WE have witnessed many ancient traditions and protocols in the past week following the death of the Queen.
There has been the proclamation of accession to the Privy Council, sombre vigils by the coffin and the hearse inching through streets lined with thousands of people.
The tolling of bells in churches around the country is a poignant and atmospheric backdrop during the mourning period.
It is a task carried out by skilled volunteers, usually hidden from sight up spiral stone staircases in historic towers.
These hidden heroes of our community meet every week to practise, returning to ring for Sunday church services, weddings and funerals.
The group at St Mary’s Church in Old Town gather on Tuesday evenings, having negotiated a very tightly spiralled staircase at the back of this ancient parish church of Eastbourne.
Between bouts of ringing, there is chatter, laughter and teasing among the four men and four women in the large, square room in St Mary’s bell tower which has views across the Old Town to the Downs.
But concentration is intense as each person pulls the sally (the striped gripping area), using two pulls (a handstroke and backstroke) to achieve a full 360-degree turn of a bell.
The book of ‘patterns’ (above), which the ringers must memorise to know their sequence, is an extraordinary document. Regulating the order in which the bells are rung is the key to success, and keeping an eye on everyone in the group requires focus.
Fully muffled bells are only rung on three occasions: the death of a sovereign, the death of the vicar while in post and the death of the church’s bishop. Leather pads are fitted to minimise the striking note while the ‘hum’ is retained.
Half-muffled bells, when one side of the clapper is covered to emphasise an echoing effect, are rung for the death of prominent people, such as the Duke of Edinburgh, and on Remembrance Sunday.
There are four extra bell-ringing sessions arising from the death of the monarch, some requiring an hour of concentration and muscle use.
This is the schedule of ringing for the group at St Mary’s:
- Muffled bells for the death of the Queen on Thursday, September 8.
- Open (unmuffled bells) for the accession of King Charles III on Saturday, September 10, then muffled bells last Sunday for the usual evensong.
- Muffled bells for a civic service to be attended by dignitaries tomorrow evening (Sunday) at the church, when they will be rung for an hour before it starts.
- On Monday, the day of the state funeral, they will be rung from 10am, an hour before the service starts. The ringers are also likely to toll 96 strokes of the biggest tenor bell, one for each year of the Queen’s life.
Ann Wright, bell captain, learnt at the age of 11 alongside her parents and has been ringing bells for 40 years, aside from a period when she lived in Australia.
She said: “It keeps your brain active having to remember things and it keeps you reasonably fit. There’s also the social side and you are working as a team – you have to keep an eye on everyone else.”
It’s becoming a challenge to find younger generations to take over. Both Ann’s children tried – “One lasted two weeks and the other carried on!”
Laurence, who has been training to ring for ten years, said: “It’s good for posture and balance.”
Her husband Don is a veteran of nearly 60 years of campanology. He said: “And I’ve been told it’s mildly aerobic!”
He learnt as a boy in 1965 and has rung on and off for decades. “People tend to come back to it – you miss it.”
What is it they miss? “Look and listen,” he said, gesturing at the animated conversations and laughter around us in a break between ringing.
“There’s been a lot of ringing this week – more than in years,” he added.
Another husband-and-wife in the group are Valerie and Charlie Percy who live in Willingdon. They also ring at St Mary’s there, where the bell ropes are just inside the door rather than in a tower.
Charlie, a retired motor mechanic, has been ringing for 60 years since he was nine when he too learnt with his parents. As a family, they even went on bell-ringing holidays in his teens all around the country.
He has rung one of the 13 bells at St Giles’ Cathedral in Edinburgh, where the Queen lay at rest for a time before the coffin was taken to London.
“It’s just interesting, a challenge and it’s quite social too,” he said.
Valerie became involved when she was 16 and met Charlie. She says of younger people who learn: “They are not scared of it, they just do it.”
The traditions of modern-day bell ringing go back to the 17th Century. Beautifully engraved boards line the tower room (above), detailing the names of campanologists who took part in peals lasting nearly three hours in the 1880s.
The Tuesday group walk in their footsteps as they carefully descend the spiral stairs to the atmospheric old church and cloister, with cheery waves until they meet again to toll in remembrance of the Queen.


Problem to solve: Pictures are to be left out; everything else in the records must be repeated exactly.

■ ■ ■ ■ ■ ■ ■

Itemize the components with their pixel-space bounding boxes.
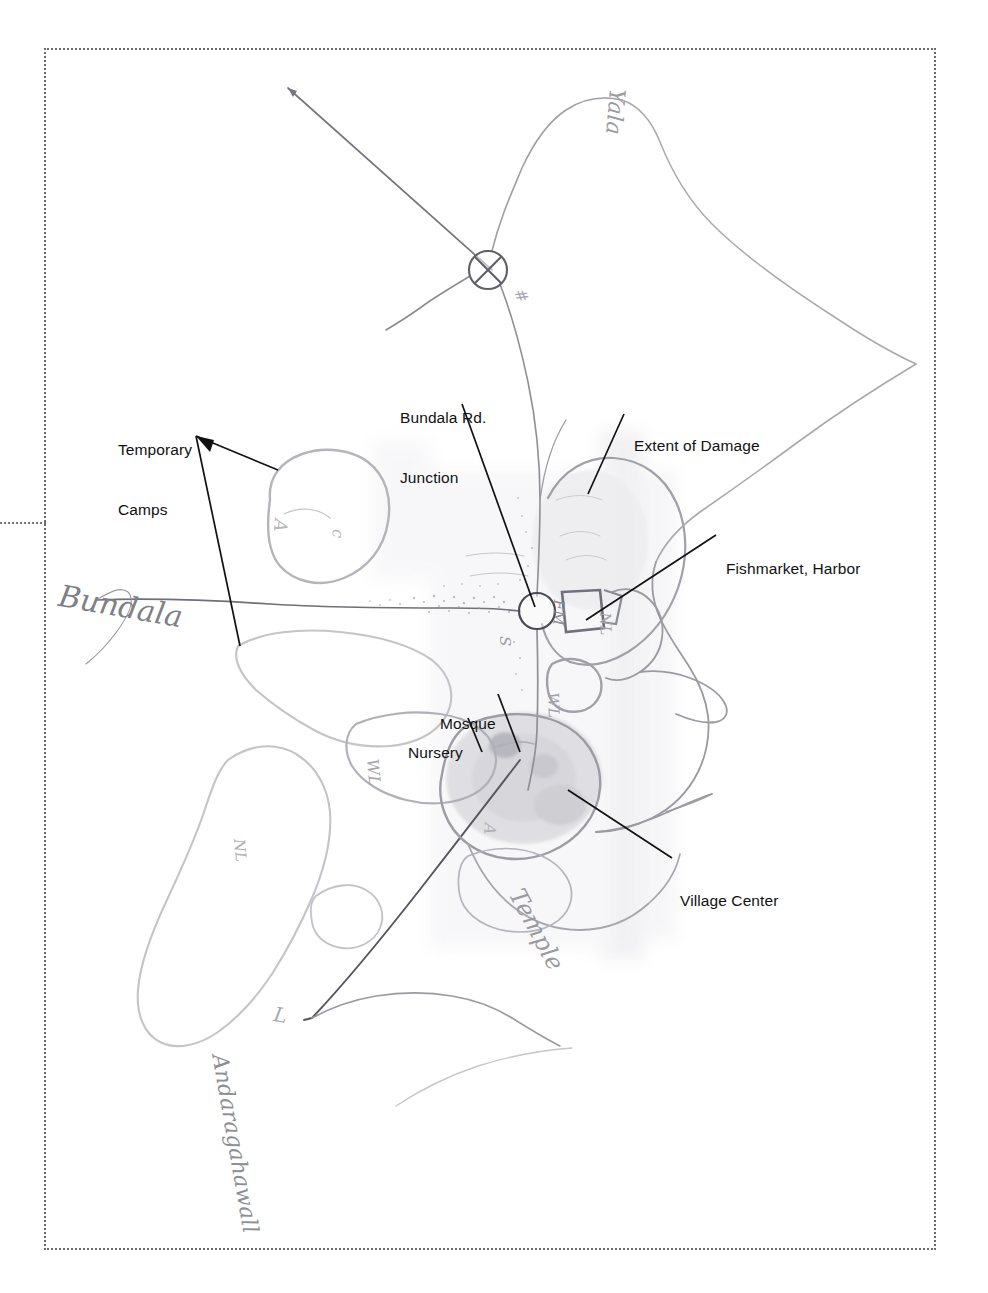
frame-left-tick-mark [0,522,46,524]
page-border-frame [44,48,936,1250]
map-page: Yala Bundala Temple Andaragahawall # WL … [0,0,988,1293]
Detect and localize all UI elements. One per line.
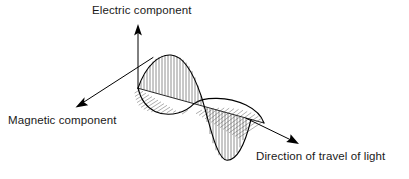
label-direction-of-travel: Direction of travel of light: [256, 150, 385, 163]
magnetic-component-wave: [135, 88, 264, 138]
magnetic-axis-arrowhead: [76, 97, 89, 107]
direction-axis: [246, 118, 299, 144]
electric-component-wave: [138, 55, 251, 160]
label-magnetic-component: Magnetic component: [8, 114, 117, 127]
electric-axis: [134, 24, 142, 89]
em-wave-diagram: Electric component Magnetic component Di…: [0, 0, 409, 179]
label-electric-component: Electric component: [92, 4, 192, 17]
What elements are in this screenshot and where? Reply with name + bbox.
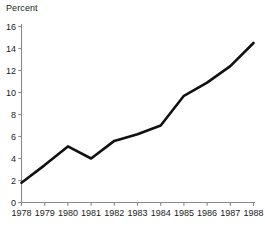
x-tick-label: 1981	[81, 208, 101, 218]
x-tick-label: 1983	[127, 208, 147, 218]
y-tick-label: 14	[6, 44, 16, 54]
y-tick-label: 6	[11, 132, 16, 142]
y-tick-label: 10	[6, 88, 16, 98]
y-tick-label: 4	[11, 154, 16, 164]
y-tick-labels: 0246810121416	[6, 22, 16, 208]
x-tick-label: 1985	[174, 208, 194, 218]
y-tick-label: 8	[11, 110, 16, 120]
y-tick-label: 0	[11, 198, 16, 208]
data-series-line	[22, 43, 254, 183]
y-tick-label: 2	[11, 176, 16, 186]
x-tick-label: 1982	[104, 208, 124, 218]
y-tick-label: 12	[6, 66, 16, 76]
x-tick-label: 1978	[11, 208, 31, 218]
x-tick-labels: 1978197919801981198219831984198519861987…	[11, 208, 263, 218]
x-axis: 1978197919801981198219831984198519861987…	[11, 203, 263, 219]
x-tick-label: 1987	[220, 208, 240, 218]
x-tick-label: 1984	[151, 208, 171, 218]
x-tick-label: 1979	[35, 208, 55, 218]
x-tick-label: 1980	[58, 208, 78, 218]
y-axis: 0246810121416	[6, 22, 22, 208]
y-tick-label: 16	[6, 22, 16, 32]
x-tick-label: 1988	[243, 208, 263, 218]
plot-area: 0246810121416 19781979198019811982198319…	[0, 0, 265, 227]
line-chart: Percent 0246810121416 197819791980198119…	[0, 0, 265, 227]
x-tick-label: 1986	[197, 208, 217, 218]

■ ■ ■ ■ ■ ■ ■

Answer to this exercise:
Itemize the components with their pixel-space bounding boxes.
frame-left-tick-mark [0,522,46,524]
page-border-frame [44,48,936,1250]
map-page: Yala Bundala Temple Andaragahawall # WL … [0,0,988,1293]
Detect and localize all UI elements. One per line.
label-direction-of-travel: Direction of travel of light: [256, 150, 385, 163]
magnetic-component-wave: [135, 88, 264, 138]
magnetic-axis-arrowhead: [76, 97, 89, 107]
direction-axis: [246, 118, 299, 144]
electric-component-wave: [138, 55, 251, 160]
label-magnetic-component: Magnetic component: [8, 114, 117, 127]
electric-axis: [134, 24, 142, 89]
em-wave-diagram: Electric component Magnetic component Di…: [0, 0, 409, 179]
label-electric-component: Electric component: [92, 4, 192, 17]
What elements are in this screenshot and where? Reply with name + bbox.
x-tick-label: 1981	[81, 208, 101, 218]
x-tick-label: 1983	[127, 208, 147, 218]
y-tick-label: 14	[6, 44, 16, 54]
y-tick-label: 6	[11, 132, 16, 142]
y-tick-label: 10	[6, 88, 16, 98]
y-tick-label: 4	[11, 154, 16, 164]
y-tick-labels: 0246810121416	[6, 22, 16, 208]
x-tick-label: 1985	[174, 208, 194, 218]
y-tick-label: 8	[11, 110, 16, 120]
y-tick-label: 0	[11, 198, 16, 208]
data-series-line	[22, 43, 254, 183]
y-tick-label: 2	[11, 176, 16, 186]
x-tick-label: 1982	[104, 208, 124, 218]
y-tick-label: 12	[6, 66, 16, 76]
x-tick-label: 1978	[11, 208, 31, 218]
x-tick-labels: 1978197919801981198219831984198519861987…	[11, 208, 263, 218]
x-axis: 1978197919801981198219831984198519861987…	[11, 203, 263, 219]
x-tick-label: 1987	[220, 208, 240, 218]
x-tick-label: 1984	[151, 208, 171, 218]
x-tick-label: 1979	[35, 208, 55, 218]
x-tick-label: 1980	[58, 208, 78, 218]
y-axis: 0246810121416	[6, 22, 22, 208]
y-tick-label: 16	[6, 22, 16, 32]
x-tick-label: 1988	[243, 208, 263, 218]
plot-area: 0246810121416 19781979198019811982198319…	[0, 0, 265, 227]
line-chart: Percent 0246810121416 197819791980198119…	[0, 0, 265, 227]
x-tick-label: 1986	[197, 208, 217, 218]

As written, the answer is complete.